Multiple sclerosis (MS) is a disease of the central nervous system (CNS) characterized by multifocal inflammation, demyelination, and axonal injury. The exact etiological factors or agents causing MS remain a mystery, although polygenic determinants and exposure to an unknown environmental trigger are likely. One class of potential environmental triggers is an antigen of viral or bacterial origin. Small peptide fragments of microbial components, with amino acid sequences similar to antigenic segments of myelin proteins, could induce a cross-reactive immune attack on the self by a process of molecular mimicry.[1]

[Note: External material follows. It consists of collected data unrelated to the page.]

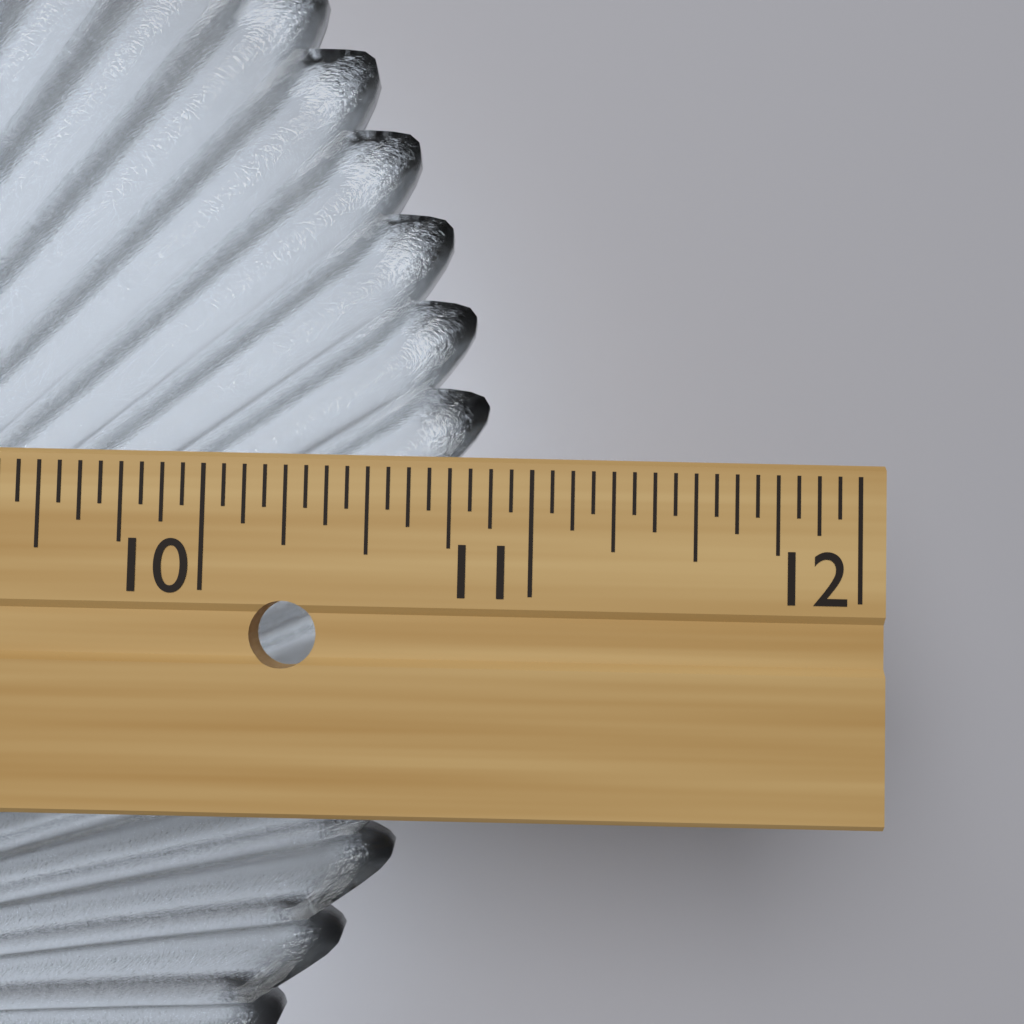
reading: 10.8750 in
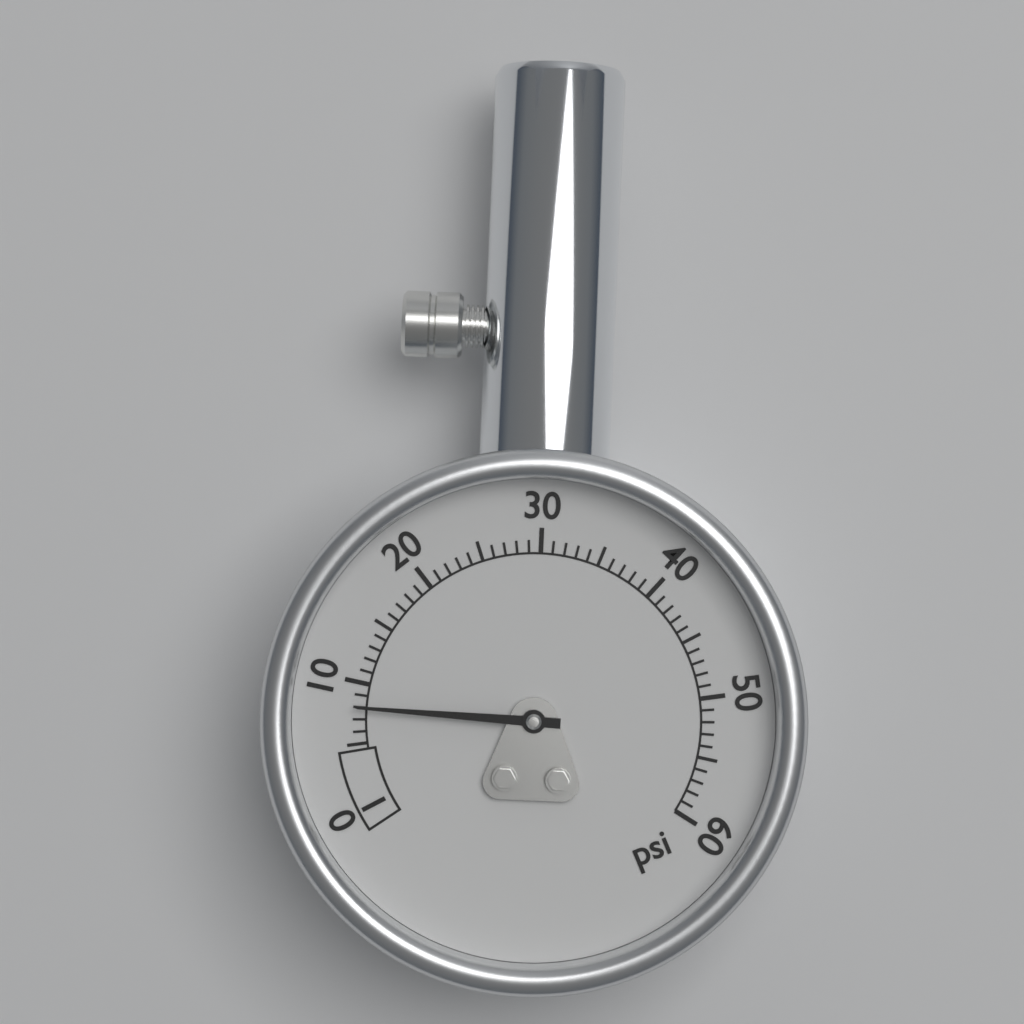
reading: 8 psi
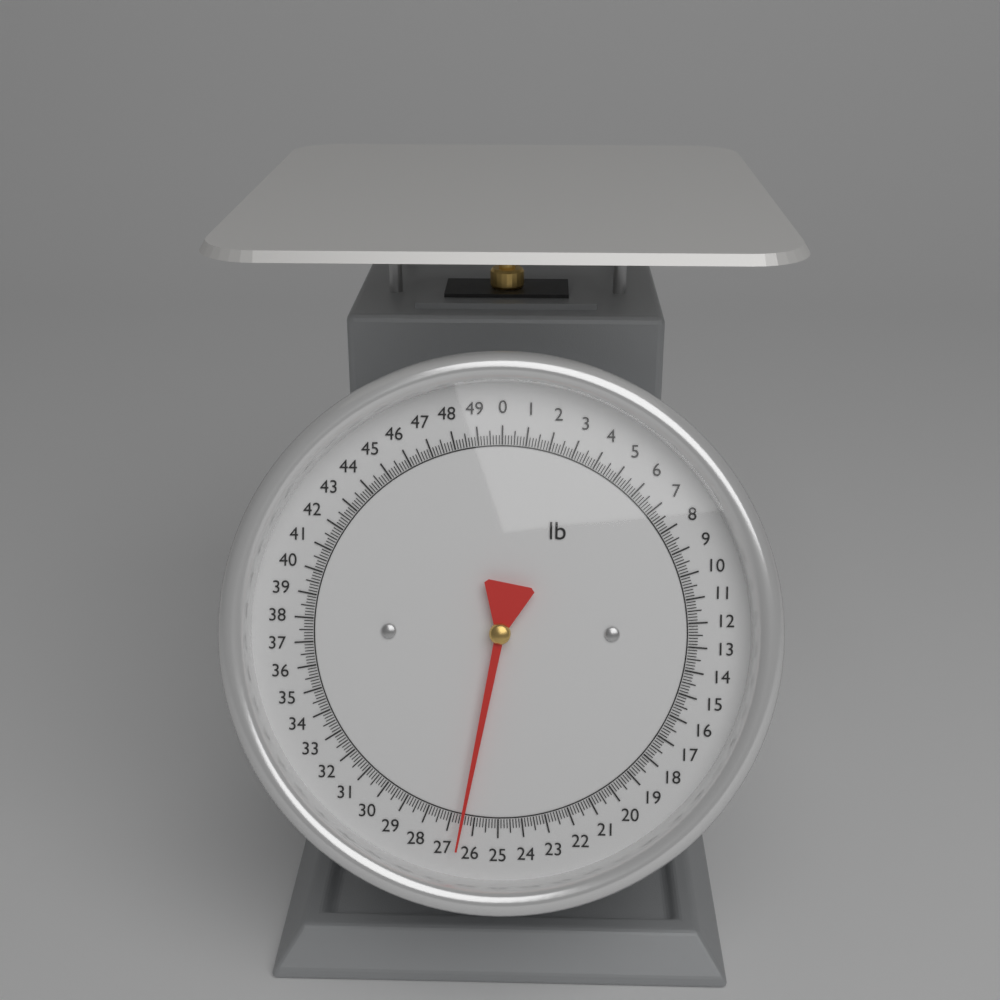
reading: 26.500 lb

Important insights into the mechanisms of immune-mediated myelin damage have come from animal models. For example, immunizing an animal to antigenic myelin components or peptide fragments can trigger experimental allergic encephalomyelitis (EAE), a form of CNS demyelination. Effective antigens in EAE induction include the major myelin proteins, myelin basic protein (MBP), proteolipid protein (PLP), and myelin oligodendrocyte glycoprotein (MOG). It is known that patients with MS and normal subjects have potentially autoreactive T cells that are specific to these myelin antigens in their peripheral circulation.[2-7]

The possibility that MS at certain stages is driven by similar immune mechanisms has led to extensive studies of antigen specific immune-modulating strategies. Recent recognition that axonal injury and axonal transection occurs early in MS and may correlate with permanent neurological deficits has provided additional motivation to find more effective treatments to slow or halt the disease process.[8]

When the Food and Drug Administration (FDA) in the USA approved copolymer 1 for relapsing-remitting MS in 1997, the generic name, glatiramer acetate (GA), was created. The trademark name of the drug is Copaxone®. This unique, synthetic copolymer drug has a long and interesting history leading to its use as a therapeutic agent for MS.